If this plan becomes law, it will change several things about how people bet on sports in Ohio.
Since it became legal in Ohio a little more than three years ago, sports betting has become a big business.
“A lot of my friends do it. They always talk about what they’re going to pick next and everything,” Harrison Cameron, University of Dayton freshman, said.
“It’s just another version of like the casino or a scratch off. Honestly, it can be addicting, and it can ruin your life,” Aubrey Botts, of Dayton, said.
A group of Ohio lawmakers announced a new plan at the statehouse in Columbus this week. It’s aimed at changing legal sports gambling.
“We want to protect consumers, and we want to protect, let’s not forget, the games that we love. We want to protect the integrity of our games,” Newman said.
Newman is a joint sponsor on one of the two bills lawmakers are currently drafting.
If they become law, the bills would include limits on how much and how often people could bet daily.
It also wouldn’t allow people to place wagers using credit cards, and it would impact where people could place bets.
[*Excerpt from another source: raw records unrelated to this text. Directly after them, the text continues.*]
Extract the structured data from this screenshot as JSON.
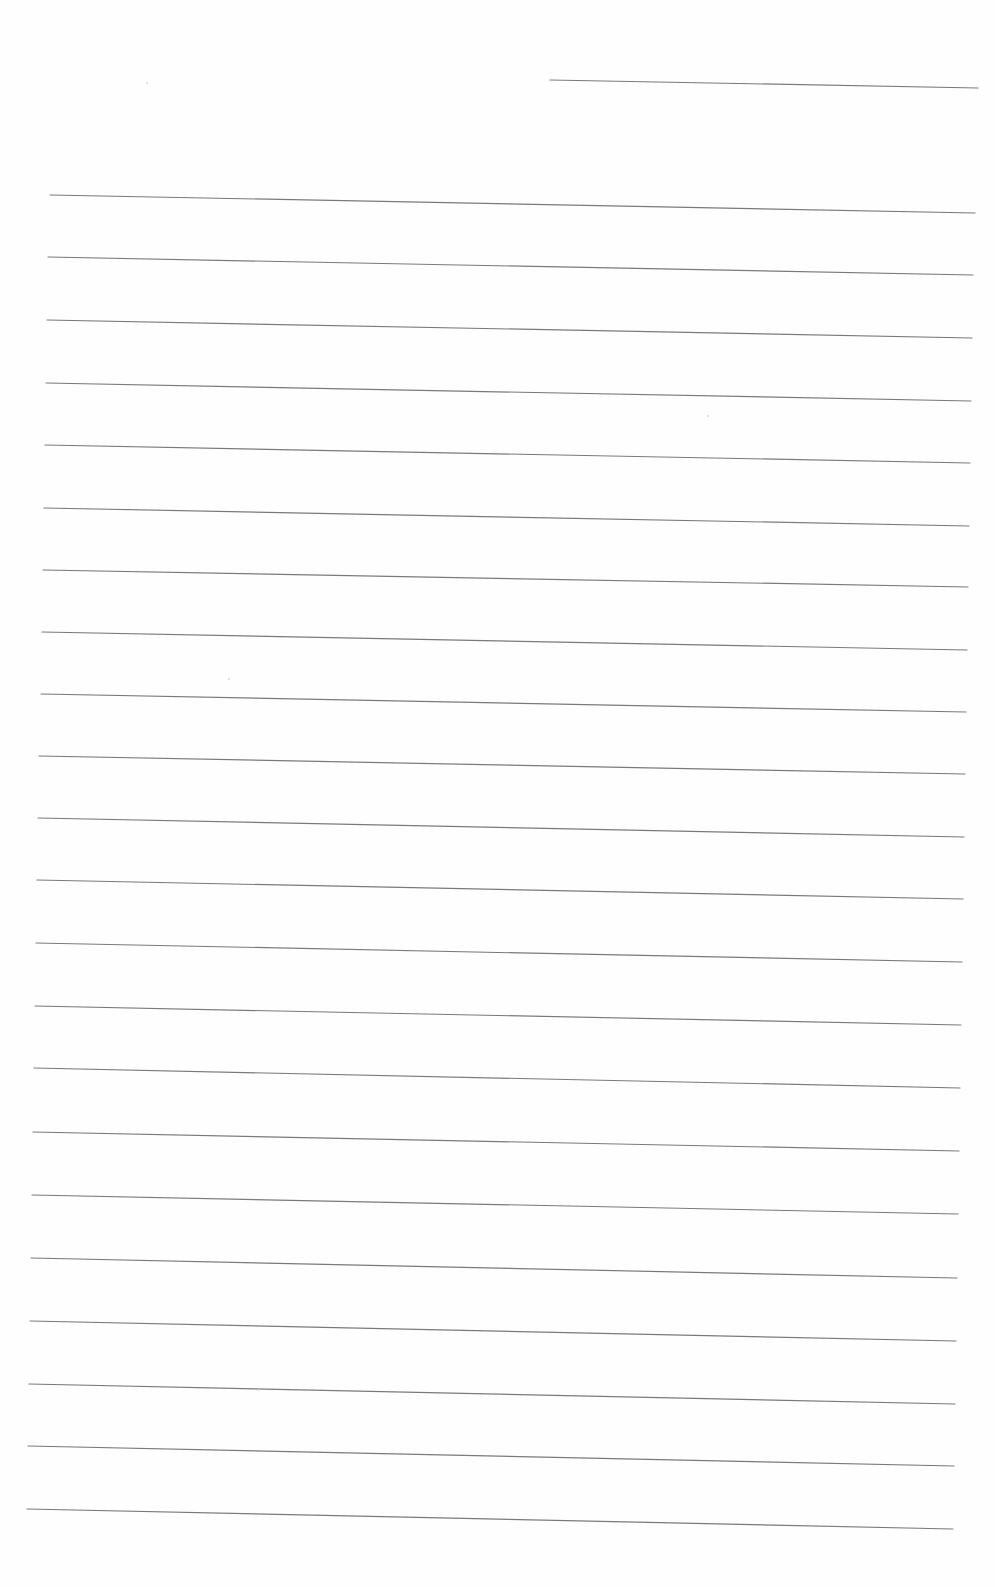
{
  "page": {
    "type": "ruled-lined-paper",
    "background": "#fefefe",
    "line_color": "#7a7a7a",
    "line_width": 1.2,
    "header_line": {
      "x1": 550,
      "y1": 80,
      "x2": 978,
      "y2": 88
    },
    "ruled_lines": [
      {
        "x1": 50,
        "y1": 195,
        "x2": 975,
        "y2": 213
      },
      {
        "x1": 48,
        "y1": 257,
        "x2": 973,
        "y2": 275
      },
      {
        "x1": 47,
        "y1": 320,
        "x2": 972,
        "y2": 338
      },
      {
        "x1": 46,
        "y1": 383,
        "x2": 971,
        "y2": 401
      },
      {
        "x1": 45,
        "y1": 445,
        "x2": 970,
        "y2": 463
      },
      {
        "x1": 44,
        "y1": 508,
        "x2": 969,
        "y2": 526
      },
      {
        "x1": 43,
        "y1": 570,
        "x2": 968,
        "y2": 587
      },
      {
        "x1": 42,
        "y1": 632,
        "x2": 967,
        "y2": 650
      },
      {
        "x1": 41,
        "y1": 694,
        "x2": 966,
        "y2": 712
      },
      {
        "x1": 39,
        "y1": 756,
        "x2": 965,
        "y2": 774
      },
      {
        "x1": 38,
        "y1": 818,
        "x2": 964,
        "y2": 837
      },
      {
        "x1": 37,
        "y1": 880,
        "x2": 963,
        "y2": 899
      },
      {
        "x1": 36,
        "y1": 943,
        "x2": 962,
        "y2": 962
      },
      {
        "x1": 35,
        "y1": 1006,
        "x2": 961,
        "y2": 1025
      },
      {
        "x1": 34,
        "y1": 1068,
        "x2": 960,
        "y2": 1088
      },
      {
        "x1": 33,
        "y1": 1132,
        "x2": 959,
        "y2": 1151
      },
      {
        "x1": 32,
        "y1": 1195,
        "x2": 958,
        "y2": 1214
      },
      {
        "x1": 31,
        "y1": 1258,
        "x2": 957,
        "y2": 1278
      },
      {
        "x1": 30,
        "y1": 1321,
        "x2": 956,
        "y2": 1341
      },
      {
        "x1": 29,
        "y1": 1384,
        "x2": 955,
        "y2": 1404
      },
      {
        "x1": 28,
        "y1": 1446,
        "x2": 954,
        "y2": 1466
      },
      {
        "x1": 27,
        "y1": 1509,
        "x2": 953,
        "y2": 1529
      }
    ],
    "specks": [
      {
        "x": 146,
        "y": 82
      },
      {
        "x": 707,
        "y": 415
      },
      {
        "x": 228,
        "y": 678
      },
      {
        "x": 258,
        "y": 1389
      }
    ]
  }
}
They’d have to be made in person at casinos or sports books instead of on phones.
And it would ban prop bets, which are wagers on specific events or stats in a game that are not directly tied to the final score, and ban betting on college sports.
“In 2021, there was a new freeway built, a new freeway to gambling, and that freeway had no lines on it, no speed limits on it, no off-ramps, and so what we’re trying to do is provide some lines on the freeway. Some guardrails and some off-ramps and some speed limits to rein in some great harms that we see,” Newman said.
He said Thursday, they’re hammering out the final details in the language at the statehouse in Columbus.
These bills have not been introduced yet, so they have a long way to go, potentially becoming law here in Ohio.
He said they expect to introduce the bills within the next two weeks.